I saw it in odd circumstances too, work colleagues took me to see it when I was having problems with my then pregnant girlfriend, a wise choice of film you’d agree :smack:

Edit to say thanks for the Youtube video Speaker for the Dead, at least I correctly identified at the time the dude from Farscape pulling an excellent impersonation of Peter Cushing as Grand Moff Tarkin.

I thought it would have been great rewritten to have dialogue (even subtitled) between the Predators and have them become the “protagonists.”

Can we Add Aliens to that list too? 'cause I really didn’t like that one, so if we get to pick and choose what does or doesn’t exist I’ll keep the one film and jetison the whole franchise.
BTW Having watched the “Directors cut” of Alien3 I have to say there was a good film there but it was butchered for release. Not being a fan of Newt, Mostly, or Reese (or whatever his name was) I really didn’t feel any sorrow for their plight.

I didn’t want to watch anymore space marines with their crappy macho dialogue shooting the place up. I didn’t want Ripley to become super mom again.

I don’t know what others hoped for in the sequel…perhaps the new nuclear family surviving another alien onslaught holed up in their little house on the space prairie waiting for the Marines to arrive in the last reel for a wham bang action finish!!

No thanks.

Alien3 (the full version) was basically about loss, faith and sacrifice despite being in a world where that is meaningless. I agree the theatrical cut was shit. But really the restored directors cut is quite a good film, and there is time taken out for Ripley to mourn the loss of the two. The impact of the loss actually drives Ripley’s character.

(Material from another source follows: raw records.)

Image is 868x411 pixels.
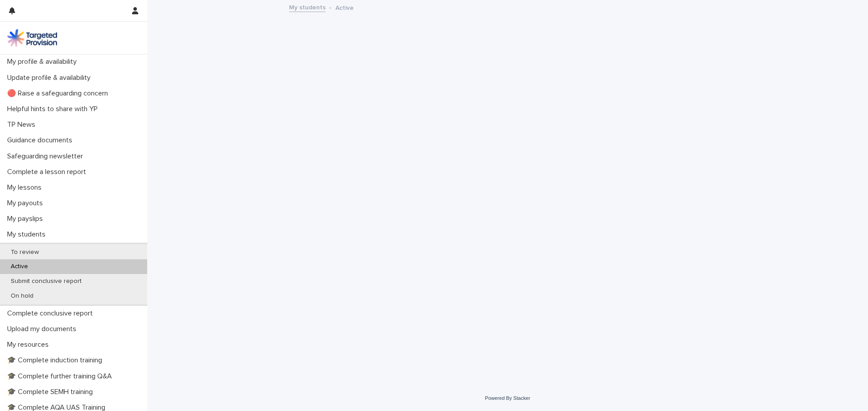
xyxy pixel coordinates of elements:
[4,105,105,113] p: Helpful hints to share with YP
[4,324,84,333] p: Upload my documents
[7,29,57,47] img: M5nRWzHhSzIhMunXDL62
[4,277,89,285] p: Submit conclusive report
[4,263,35,270] p: Active
[4,309,100,317] p: Complete conclusive report
[4,183,49,192] p: My lessons
[4,356,109,364] p: 🎓 Complete induction training
[4,57,84,66] p: My profile & availability
[4,121,42,129] p: TP News
[4,248,46,256] p: To review
[4,215,50,223] p: My payslips
[4,152,90,161] p: Safeguarding newsletter
[4,89,115,97] p: 🔴 Raise a safeguarding concern
[4,199,50,207] p: My payouts
[485,395,530,400] a: Powered By Stacker
[4,136,79,145] p: Guidance documents
[4,340,56,348] p: My resources
[4,230,52,239] p: My students
[335,2,354,12] p: Active
[289,1,325,12] a: My students
[4,372,119,380] p: 🎓 Complete further training Q&A
[4,292,41,300] p: On hold
[4,388,100,396] p: 🎓 Complete SEMH training
[4,167,93,176] p: Complete a lesson report
[4,73,97,82] p: Update profile & availability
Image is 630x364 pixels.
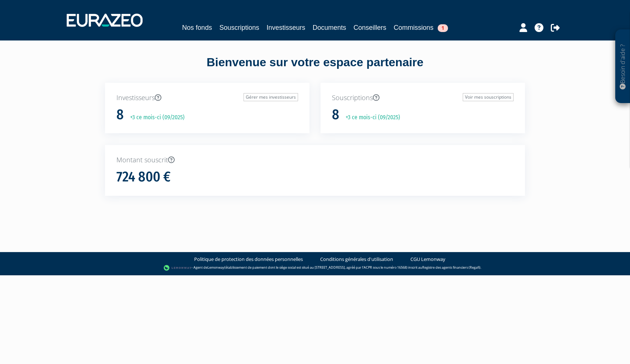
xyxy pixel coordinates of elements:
h1: 8 [332,107,339,123]
a: Registre des agents financiers (Regafi) [422,265,480,270]
div: - Agent de (établissement de paiement dont le siège social est situé au [STREET_ADDRESS], agréé p... [7,264,623,271]
h1: 724 800 € [117,169,171,185]
h1: 8 [117,107,124,123]
a: Lemonway [208,265,225,270]
p: Besoin d'aide ? [619,34,627,100]
span: 1 [438,24,448,32]
a: Souscriptions [219,23,259,33]
a: Conseillers [354,23,387,33]
a: Nos fonds [182,23,212,33]
img: 1732889491-logotype_eurazeo_blanc_rvb.png [67,14,143,27]
a: Politique de protection des données personnelles [194,256,302,263]
a: Conditions générales d'utilisation [320,256,393,263]
a: CGU Lemonway [411,256,445,263]
a: Commissions1 [394,23,448,33]
div: Bienvenue sur votre espace partenaire [100,54,530,83]
a: Voir mes souscriptions [463,93,513,101]
p: Montant souscrit [117,155,513,165]
p: +3 ce mois-ci (09/2025) [341,114,400,122]
a: Documents [313,23,346,33]
img: logo-lemonway.png [164,264,192,271]
p: Investisseurs [117,93,298,103]
a: Investisseurs [266,23,305,33]
p: +3 ce mois-ci (09/2025) [125,114,185,122]
a: Gérer mes investisseurs [243,93,298,101]
p: Souscriptions [332,93,513,103]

and that’s all I gots to say about that…

I’ve never seen the second one but I do love the first one. Could you elaborate? Spoilerbox it if necessary.

Austin Powers 2 junked all of the character development in the first movie within five minutes, which made the first movie irrelevant except for the premise.

The IMDB page gives a brief summary that puts it well, basically…

Plot holes: The opening period sequence predates the first Warlock (1989) period sequence by several hundred years, and the warlock’s “birth” is thwarted and he is finally “born” in modern times, thus nullifying the events of the first Warlock movie.

Can’t agree with you there. I’ve been saying for years that the problem with the Alien franchise is that, after the second one, they kept making movies about the aliens, when they should have been making movies about the Colonial Marines.

It really doesn’t matter that Laurie Strode “killed” Michael Meyers in Halloween. He comes back to life several times in sequels, including Halloween H2O, where she “kills” him again by beheading him. But wait, she accidentally cut off the head of an innocent person wearing Michal Meyers’ mask. This drives her crazy and she has to go to a mental institute (and she can barely talk any more). Not only that, but the real Michael Meyers finds her at the institute in *Halloween: Resurrection * and kills her.